What Causes Oil Field Flaring

Flaring is a controlled burn of natural gas that can be trapped with crude oil, caused by petroleum producers. It happens in wells drilled for natural gas, as well as during fracking.

Many misconceptions surround flaring. First among them is that the natural gas that is being burnt off is somehow wasted. A second misconception is that this burning is harmful to the environment and contributes to climate change.

Flaring is safe and necessary. This process helps to reduce dangerous gasses.

Types of Natural Gas

Sour Gas: Natural gas comes in many forms depending on how it is found. Not all of the gas that is found is actually useable for fuel. Often, natural gas called “sour” gas, has chemicals in it that make it unusable as a fuel source.

A harmful chemical, hydrogen sulfide, can be dissolved in natural gas. In small amounts this chemical can add a rotten smell to gas. In higher amounts, it is actually toxic. In some places, up to a third of the gas produced can be sour gas.

Solution Gas: Crude oil can also have natural gas dissolved into it, known as solution gas. The pressure of the reservoirs which hold oil underground will keep the natural gas dissolved in the crude oil. As the oil is extracted and the pressure lessened, the natural gas will be released from the crude oil.

When possible, this gas is captured during the extraction process and processed to be used as fuel. That is not always an option.

Natural Gas Flare

Reasons to Flare

Flaring Off Sour Gas: The first reason flaring is used is to dispose of sour gas. Typically when there are large volumes of hydrogen sulfide in natural gas, it cannot be safely extracted.

To dispose of this gas, it is burned off. When the gas is burned, the hydrogen is converted into water and the sulfur becomes sulfur dioxide.

Well Test Flaring: Sometimes during the drilling of oil and natural gas wells, it is necessary to flare for content testing.

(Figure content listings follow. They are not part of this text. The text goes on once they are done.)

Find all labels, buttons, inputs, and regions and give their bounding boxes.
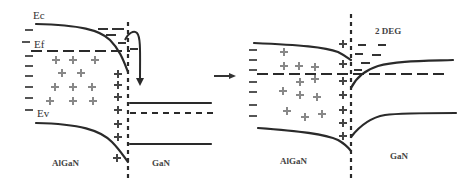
right-panel-equilibrium: 2 DEG: [249, 14, 456, 178]
band-diagram-figure: Ec Ef Ev: [0, 0, 476, 182]
two-deg-label: 2 DEG: [375, 26, 401, 36]
ec-label: Ec: [33, 9, 45, 21]
arrow-right-icon: [229, 73, 236, 79]
gan-label-right: GaN: [390, 151, 409, 161]
valence-band-curve: [36, 123, 128, 162]
conduction-band-curve-algan: [254, 43, 351, 60]
electron-transfer-arrowhead: [136, 78, 144, 86]
surface-negative-charges-equilibrium: [249, 50, 257, 116]
algan-label-right: AlGaN: [280, 156, 308, 166]
surface-negative-charges: [22, 30, 33, 110]
algan-label-left: AlGaN: [52, 158, 80, 168]
conduction-band-curve: [36, 24, 128, 72]
ev-label: Ev: [37, 107, 50, 119]
ef-label: Ef: [34, 38, 45, 50]
valence-band-curve-gan: [351, 113, 456, 137]
transition-arrow: [214, 73, 236, 79]
ionized-donor-charges-equilibrium: [279, 48, 326, 121]
valence-band-curve-algan: [258, 128, 351, 151]
ionized-donor-charges: [46, 56, 99, 105]
left-panel-before-equilibrium: Ec Ef Ev: [22, 9, 213, 180]
gan-label-left: GaN: [152, 158, 171, 168]
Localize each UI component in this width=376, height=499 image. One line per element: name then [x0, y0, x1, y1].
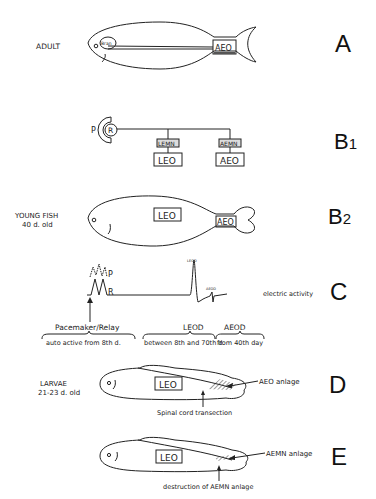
panel-letter-a: A [335, 30, 351, 57]
group-note-leod: between 8th and 70th d. [144, 339, 225, 347]
brain-label: Bran [101, 41, 112, 46]
pacemaker-label: P [91, 126, 96, 135]
arrow-head-icon [87, 297, 93, 303]
arrow-head-icon [217, 465, 221, 470]
stage-label-larvae: LARVAE [40, 380, 67, 388]
leo-label: LEO [158, 211, 176, 221]
relay-axons [117, 129, 230, 139]
aeo-anlage-label: AEO anlage [259, 378, 300, 386]
gill-line [113, 380, 115, 389]
aemn-label: AEMN [220, 140, 238, 147]
eye-icon [107, 453, 110, 456]
panel-b2: YOUNG FISH 40 d. old LEO AEO B2 [14, 196, 351, 246]
arrow-head-icon [201, 390, 205, 395]
aemn-anlage-label: AEMN anlage [266, 450, 312, 458]
group-note-pacemaker-relay: auto active from 8th d. [46, 339, 121, 347]
relay-trace-label: R [108, 288, 114, 297]
group-title-leod: LEOD [183, 323, 204, 332]
age-label-40d: 40 d. old [22, 221, 53, 229]
pacemaker-trace [90, 264, 107, 277]
panel-e: LEO AEMN anlage destruction of AEMN anla… [100, 437, 347, 491]
panel-letter-b2: B2 [328, 204, 351, 229]
leo-label: LEO [159, 380, 177, 390]
age-label-21-23d: 21-23 d. old [38, 389, 80, 397]
panel-a: ADULT Bran AEO A [36, 22, 351, 69]
eye-icon [94, 44, 98, 48]
panel-letter-b1: B1 [334, 129, 357, 154]
electric-activity-label: electric activity [263, 290, 313, 298]
pacemaker-trace-label: P [108, 270, 113, 279]
gill-line [108, 224, 110, 234]
brace-pacemaker-relay [42, 331, 135, 339]
panel-letter-e: E [331, 443, 347, 470]
panel-d: LARVAE 21-23 d. old LEO AEO anlage Spina… [38, 365, 346, 417]
organ-label-aeo: AEO [215, 44, 232, 53]
brace-aeod [216, 331, 264, 339]
panel-letter-d: D [329, 371, 346, 398]
aeod-peak-label: AEOD [206, 287, 216, 291]
brace-leod [143, 331, 215, 339]
group-title-pacemaker-relay: Pacemaker/Relay [55, 323, 120, 332]
group-note-aeod: from 40th day [217, 339, 263, 347]
panel-c: P R LEOD AEOD electric activity C Pacema… [42, 259, 347, 347]
lemn-label: LEMN [158, 140, 175, 147]
destruction-label: destruction of AEMN anlage [163, 483, 253, 491]
panel-letter-c: C [330, 278, 347, 305]
spinal-cord [108, 46, 213, 49]
leo-label: LEO [160, 453, 178, 463]
eye-icon [107, 381, 110, 384]
aeo-label: AEO [220, 156, 239, 166]
group-title-aeod: AEOD [224, 323, 246, 332]
leo-label: LEO [158, 156, 176, 166]
eye-icon [92, 218, 96, 222]
stage-label-adult: ADULT [36, 42, 61, 51]
spinal-cord-transection-label: Spinal cord transection [157, 409, 232, 417]
fin-fold-line [138, 440, 232, 460]
leod-peak-label: LEOD [187, 259, 197, 263]
motor-axons [168, 147, 230, 153]
stage-label-young-fish: YOUNG FISH [14, 212, 58, 220]
relay-label: R [108, 126, 113, 135]
anlage-pointer [232, 453, 265, 458]
developmental-diagram: ADULT Bran AEO A P R LEMN AEMN LEO AEO B… [0, 0, 376, 499]
gill-line [115, 452, 117, 461]
aeo-label: AEO [217, 218, 234, 227]
panel-b1: P R LEMN AEMN LEO AEO B1 [91, 117, 357, 166]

Flaring during drilling is used as a way to determine the types of gas and oil in the well.

Flaring may not be necessary if the well site is close enough to a pipeline where testing occurs. This process is called in-line testing; it can happen at the processing facility.

If this is an exploratory well, flaring must be done to determine what equipment is needed to extract the gas and oil safely and properly.

Production Flaring: During the extraction of oil and gas, it may be necessary to flare for a few reasons. Sometimes chemicals, mud or fracking fluids can be contaminated with natural gas. This requires flaring to remove the gas from these waste products.

Flaring can also be necessary if drilling, production, processing or pipelining releases natural gas which cannot be processed or captured.

Environmental Impacts

Combustion of natural gas generates carbon dioxide. Some believe that carbon dioxide leads to man-made global climate change. This leads them to believe that flaring is harmful to the environment.

The truth is, scientific studies have shown that methane can be up to twenty times more harmful. Methane is the major component of natural gas; it is vented into the atmosphere.

Flaring is important because it produces less net greenhouse gases. This makes it an important part of keeping the environment cleaner, when all is said and done.